Ephemera 42 Speakers
JARED ARP
Promoting Herman Miller Furniture
Jared Arp teaches Environmental Product Design at the University of Colorado. In addition to his product design and business experience, he is also a museum exhibition designer, including galleries for the San Diego Museum of Art, Detroit Institute of Art, Missouri History Museum, Monticello, and the Liberation War Museum in Dhaka, Bangladesh.
MIN JOO BAEK
Innovating traditional market spaces in Shanghai
Program Director of Interior Design, Donghua University, Shanghai China, MinJoo Baek is an architectural designer and multidisciplinary educator who has shaped her professional activities in design around the critical inquiry of environment and sustainability. The current research area involves socio-ecological architecture and urbanism to create responsive space formation for cities, buildings, and objects.
JEFFREY COHEN
Streetviews: Walking the Ephemeral City on Paper
Jeffrey A. Cohen is an architectural historian who has taught in Bryn Mawr College’s Growth & Structure of Cities Department since 1995. Publications have included co-authored works on the Architectural Drawings of Benjamin Henry Latrobe (1994), Frank Furness: the Complete Works (1991, 1996), and Drawing toward Building (1986). More recent works have focused on forms of representation and evidence tracking the evolution of 18th- and 19th-century cities, more specifically through long urban street-views, fire insurance records, and architectural drawings.
MARI NAKAHARA
Unity of Creation: Designs by Winold Reiss
Curator of Architecture, Design, and Engineering at Library of Congress Prints & Photographs Division since 2015, Mari Nakahara’s research for her dissertation on McKim, Mead & White at architectural archives in the U.S. led her interest to become an architectural archivist. Her experience working at archives, not limited to architecture, includes New York Public Library, the Skyscraper Museum, and the Octagon, the Museum of the American Architectural Foundation. Nakahara has also been active in the promotion of architectural documentation in Japan and contributed to the establishment of the first national architectural archive there.
JEANNINE OPPEWALL
Creating Spaces in the Movies
Jeannine Oppewall, a native of Massachusetts, worked for eight years in the Office of Charles and Ray Eames, where she learned design at the feet of a master of both furniture and film. She joined the film business working for production designer Paul Sylbert; the first film she designed was Tender Mercies. She has received Academy Award nominations for L.A. Confidential, Pleasantville, Seabiscuit and most recently, The Good Shepherd. Jeannine has designed over 40 feature films, and was one of the first women admitted to the Art Directors Guild.
JENNIFER SOPKO
Creating Amusement Parks in Western Pennsylvania
Jennifer Sopko is a Pittsburgh native who writes for several regional publications, including the Latrobe Bulletin, the Ligonier Echo, and Westmoreland History magazine that she also edits. She is the author of Ligonier Valley Vignettes: Tales from the Laurel Highlands (2013), and Idlewild: History and Memories of Pennsylvania’s Oldest Amusement Park (2018). Her next book will cover lost amusement parks across Western Pennsylvania.
CARRIE TAYLOR
Lippitt House: Using Ephemera to Preserve a Victorian Home
Carrie Taylor joined Preserve Rhode Island as the first director of Providence’s Lippitt House Museum in 2013, After having been Collections Manager at Monticello, Thomas Jefferson’s plantation in Virginia. Her article “The Lippitts of Rhode Island: Anti-suffrage and Female Political Activism” was recently published in The Bridge: A Joint Edition of the Journals of Newport History & Rhode Island History.
CHRISTINE VON DER LINN
Staging the Scene: Theater Set Design
Christine von der Linn joined Swann Auction Galleries in 1993 in the rare book department. She currently serves as Director of Illustration Art, the department she created in 2012. Christine has written about, lectured, and moderated panel discussions on rare books and illustration, and is a member of ArtTable and the ABAA.
MEG WINSLOW
Shaping the Nation’s First Rural Cemetery
Meg L. Winslow is Curator of Historical Collections & Archives at Mount Auburn Cemetery, co-author with Melissa Banta of The Art of Commemoration and America’s First Rural Cemetery, Mount Auburn’s Significant Monument Collection, in its third printing. In 2020 Meg was awarded a National Endowment for the Humanities (NEH) (CARES) grant for a crowdsourced transcription project to help transcribe Mount Auburn’s nineteenth-century founding records.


*EXERCISE:* Whenever a line of the records below contains the word "Private", copy that line.

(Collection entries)
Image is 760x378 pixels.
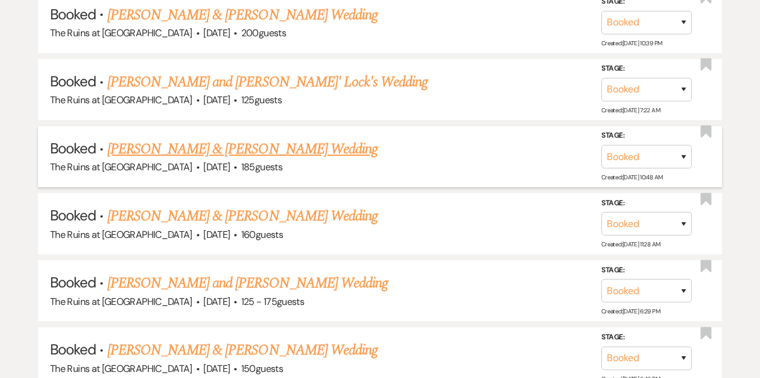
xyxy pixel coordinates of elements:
[601,106,660,114] span: Created: [DATE] 7:22 AM
[50,228,192,241] span: The Ruins at [GEOGRAPHIC_DATA]
[50,139,96,157] span: Booked
[601,331,692,344] label: Stage:
[50,94,192,106] span: The Ruins at [GEOGRAPHIC_DATA]
[601,240,660,248] span: Created: [DATE] 11:28 AM
[50,160,192,173] span: The Ruins at [GEOGRAPHIC_DATA]
[601,307,660,315] span: Created: [DATE] 6:29 PM
[50,273,96,291] span: Booked
[203,228,230,241] span: [DATE]
[601,264,692,277] label: Stage:
[50,206,96,224] span: Booked
[203,160,230,173] span: [DATE]
[107,71,428,93] a: [PERSON_NAME] and [PERSON_NAME]' Lock's Wedding
[241,27,286,39] span: 200 guests
[50,72,96,90] span: Booked
[203,362,230,375] span: [DATE]
[50,340,96,358] span: Booked
[203,295,230,308] span: [DATE]
[107,272,388,294] a: [PERSON_NAME] and [PERSON_NAME] Wedding
[241,94,282,106] span: 125 guests
[601,173,662,181] span: Created: [DATE] 10:48 AM
[601,129,692,142] label: Stage:
[601,197,692,210] label: Stage:
[50,295,192,308] span: The Ruins at [GEOGRAPHIC_DATA]
[50,362,192,375] span: The Ruins at [GEOGRAPHIC_DATA]
[601,62,692,75] label: Stage:
[107,339,378,361] a: [PERSON_NAME] & [PERSON_NAME] Wedding
[50,5,96,24] span: Booked
[107,4,378,26] a: [PERSON_NAME] & [PERSON_NAME] Wedding
[241,228,283,241] span: 160 guests
[241,362,283,375] span: 150 guests
[241,160,282,173] span: 185 guests
[241,295,304,308] span: 125 - 175 guests
[107,205,378,227] a: [PERSON_NAME] & [PERSON_NAME] Wedding
[50,27,192,39] span: The Ruins at [GEOGRAPHIC_DATA]
[203,27,230,39] span: [DATE]
[203,94,230,106] span: [DATE]
[107,138,378,160] a: [PERSON_NAME] & [PERSON_NAME] Wedding
[601,39,662,47] span: Created: [DATE] 10:39 PM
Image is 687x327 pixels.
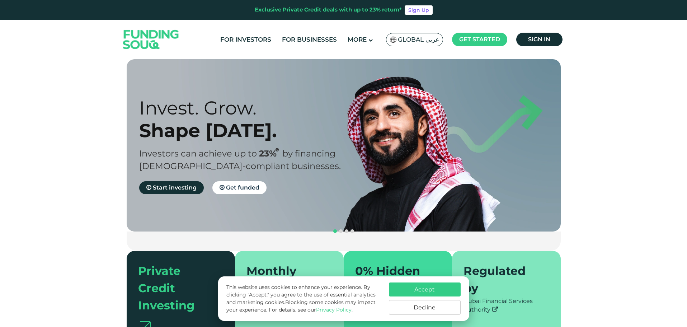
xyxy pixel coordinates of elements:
[218,34,273,46] a: For Investors
[275,148,279,152] i: 23% IRR (expected) ~ 15% Net yield (expected)
[355,262,432,297] div: 0% Hidden Fees
[226,283,381,313] p: This website uses cookies to enhance your experience. By clicking "Accept," you agree to the use ...
[139,119,356,142] div: Shape [DATE].
[459,36,500,43] span: Get started
[139,148,257,158] span: Investors can achieve up to
[212,181,266,194] a: Get funded
[280,34,338,46] a: For Businesses
[389,300,460,314] button: Decline
[139,96,356,119] div: Invest. Grow.
[390,37,396,43] img: SA Flag
[404,5,432,15] a: Sign Up
[138,262,215,314] div: Private Credit Investing
[153,184,196,191] span: Start investing
[398,35,439,44] span: Global عربي
[269,306,352,313] span: For details, see our .
[349,228,355,234] button: navigation
[139,181,204,194] a: Start investing
[226,184,259,191] span: Get funded
[516,33,562,46] a: Sign in
[338,228,343,234] button: navigation
[226,299,375,313] span: Blocking some cookies may impact your experience.
[259,148,282,158] span: 23%
[343,228,349,234] button: navigation
[463,262,540,297] div: Regulated by
[316,306,351,313] a: Privacy Policy
[116,22,186,58] img: Logo
[463,297,549,314] div: Dubai Financial Services Authority
[332,228,338,234] button: navigation
[389,282,460,296] button: Accept
[246,262,323,297] div: Monthly repayments
[347,36,366,43] span: More
[255,6,402,14] div: Exclusive Private Credit deals with up to 23% return*
[528,36,550,43] span: Sign in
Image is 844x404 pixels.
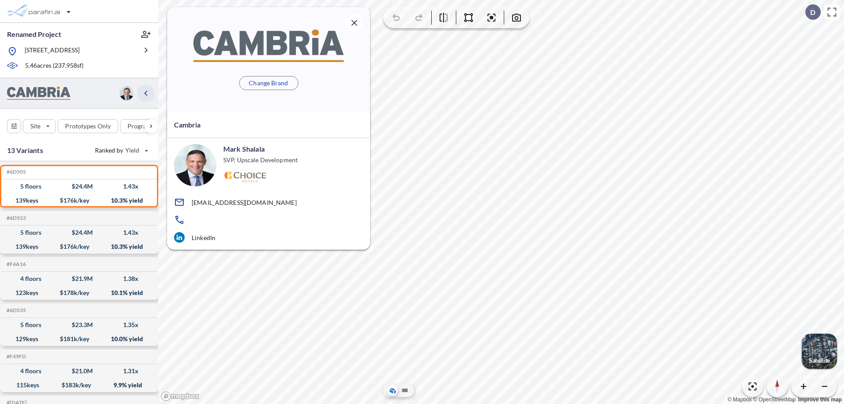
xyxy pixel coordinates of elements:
[65,122,111,131] p: Prototypes Only
[249,79,288,87] p: Change Brand
[798,396,841,402] a: Improve this map
[25,46,80,57] p: [STREET_ADDRESS]
[125,146,140,155] span: Yield
[58,119,118,133] button: Prototypes Only
[5,261,26,267] h5: Click to copy the code
[174,120,200,130] p: Cambria
[7,145,43,156] p: 13 Variants
[88,143,154,157] button: Ranked by Yield
[5,169,26,175] h5: Click to copy the code
[25,61,83,71] p: 5.46 acres ( 237,958 sf)
[753,396,795,402] a: OpenStreetMap
[5,307,26,313] h5: Click to copy the code
[727,396,751,402] a: Mapbox
[399,385,410,395] button: Site Plan
[223,144,265,154] p: Mark Shalala
[174,144,216,186] img: user logo
[801,334,837,369] button: Switcher ImageSatellite
[120,86,134,100] img: user logo
[127,122,152,131] p: Program
[174,197,363,207] a: [EMAIL_ADDRESS][DOMAIN_NAME]
[239,76,298,90] button: Change Brand
[174,232,363,243] a: LinkedIn
[810,8,815,16] p: D
[193,29,344,62] img: BrandImage
[23,119,56,133] button: Site
[120,119,167,133] button: Program
[192,199,297,206] p: [EMAIL_ADDRESS][DOMAIN_NAME]
[223,171,267,182] img: Logo
[30,122,40,131] p: Site
[7,87,70,100] img: BrandImage
[7,29,61,39] p: Renamed Project
[192,234,215,241] p: LinkedIn
[801,334,837,369] img: Switcher Image
[5,215,26,221] h5: Click to copy the code
[161,391,199,401] a: Mapbox homepage
[5,353,26,359] h5: Click to copy the code
[223,156,297,164] p: SVP, Upscale Development
[809,357,830,364] p: Satellite
[387,385,398,395] button: Aerial View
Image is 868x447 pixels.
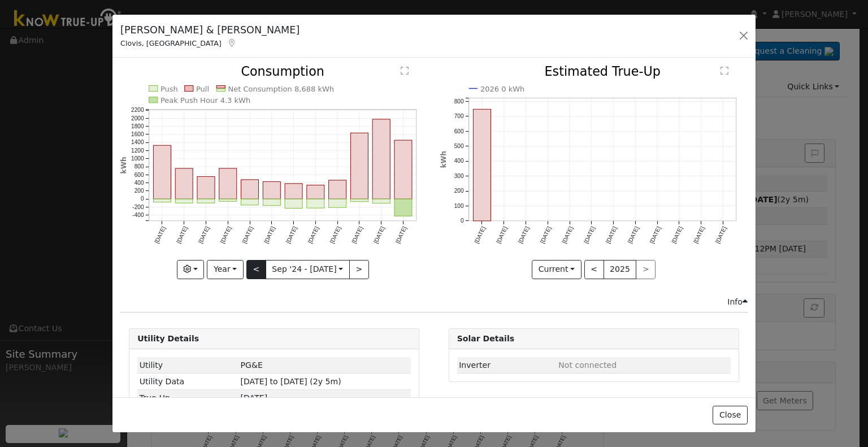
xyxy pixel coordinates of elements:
rect: onclick="" [394,141,412,199]
text: Pull [196,85,209,93]
rect: onclick="" [307,185,324,199]
text: 1200 [131,148,144,154]
text: [DATE] [583,225,597,245]
rect: onclick="" [264,199,281,206]
text: 600 [453,128,464,134]
button: 2025 [604,260,637,279]
text: [DATE] [241,225,255,245]
rect: onclick="" [394,199,412,216]
h5: [PERSON_NAME] & [PERSON_NAME] [121,23,299,37]
td: True-Up [138,389,239,406]
text: [DATE] [649,225,663,245]
rect: onclick="" [241,180,259,199]
text: [DATE] [307,225,320,245]
text: kWh [439,152,447,169]
div: Info [727,296,747,308]
text: -400 [132,211,144,218]
text: [DATE] [285,225,299,245]
button: > [349,260,369,279]
rect: onclick="" [198,176,215,199]
text: [DATE] [175,225,189,245]
text: 2200 [131,107,144,113]
text: [DATE] [561,225,574,245]
text: 800 [453,98,464,104]
span: Clovis, [GEOGRAPHIC_DATA] [121,39,222,47]
text: 800 [135,164,144,170]
text: [DATE] [692,225,706,245]
span: ID: 16743997, authorized: 05/16/25 [241,361,263,369]
text: 1800 [131,123,144,129]
text: [DATE] [394,225,408,245]
rect: onclick="" [307,199,324,208]
rect: onclick="" [473,110,491,222]
strong: Solar Details [457,334,514,343]
text: [DATE] [198,225,211,245]
button: Sep '24 - [DATE] [266,260,350,279]
button: < [584,260,604,279]
text: [DATE] [329,225,342,245]
td: [DATE] [239,389,411,406]
text: 100 [453,203,464,209]
span: [DATE] to [DATE] (2y 5m) [241,377,341,386]
text: [DATE] [604,225,618,245]
rect: onclick="" [241,199,259,205]
text: 500 [453,143,464,149]
text: [DATE] [351,225,365,245]
rect: onclick="" [285,199,303,208]
text: Net Consumption 8,688 kWh [229,85,334,93]
rect: onclick="" [373,119,390,199]
text:  [401,67,409,75]
text: 0 [460,218,464,224]
rect: onclick="" [285,183,303,199]
text: 2000 [131,115,144,121]
button: Close [712,406,747,424]
span: ID: null, authorized: None [558,361,617,369]
rect: onclick="" [154,199,171,203]
text: Estimated True-Up [544,65,660,79]
text: 400 [453,158,464,164]
rect: onclick="" [329,180,346,199]
text: 2026 0 kWh [481,85,525,93]
text: [DATE] [219,225,233,245]
rect: onclick="" [329,199,346,208]
text: -200 [132,204,144,210]
text: 200 [135,188,144,194]
td: Utility Data [138,373,239,389]
rect: onclick="" [373,199,390,204]
rect: onclick="" [351,199,369,202]
text: 1400 [131,139,144,145]
text: Consumption [241,65,325,79]
rect: onclick="" [351,133,369,199]
td: Inverter [457,357,557,373]
text: [DATE] [495,225,509,245]
text: 600 [135,172,144,178]
button: Current [532,260,582,279]
text: 400 [135,180,144,186]
text: [DATE] [714,225,728,245]
rect: onclick="" [264,182,281,199]
a: Map [227,38,237,47]
strong: Utility Details [138,334,199,343]
text: Push [160,85,178,93]
text: [DATE] [517,225,530,245]
rect: onclick="" [175,199,193,204]
td: Utility [138,357,239,373]
text: [DATE] [627,225,640,245]
text: [DATE] [473,225,487,245]
rect: onclick="" [219,169,236,199]
rect: onclick="" [154,145,171,199]
text: 1000 [131,156,144,162]
text: [DATE] [539,225,553,245]
text: 300 [453,173,464,179]
text:  [720,67,729,75]
text: 200 [453,188,464,194]
text: 700 [453,113,464,120]
button: Year [207,260,243,279]
text: Peak Push Hour 4.3 kWh [160,96,250,104]
button: < [247,260,266,279]
rect: onclick="" [198,199,215,204]
text: [DATE] [154,225,167,245]
text: 0 [141,196,144,202]
text: [DATE] [670,225,684,245]
text: kWh [120,157,128,174]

*RESPONSE TO THE TASK:*
[138,262,215,314] div: Private Credit Investing
[255,6,402,14] div: Exclusive Private Credit deals with up to 23% return*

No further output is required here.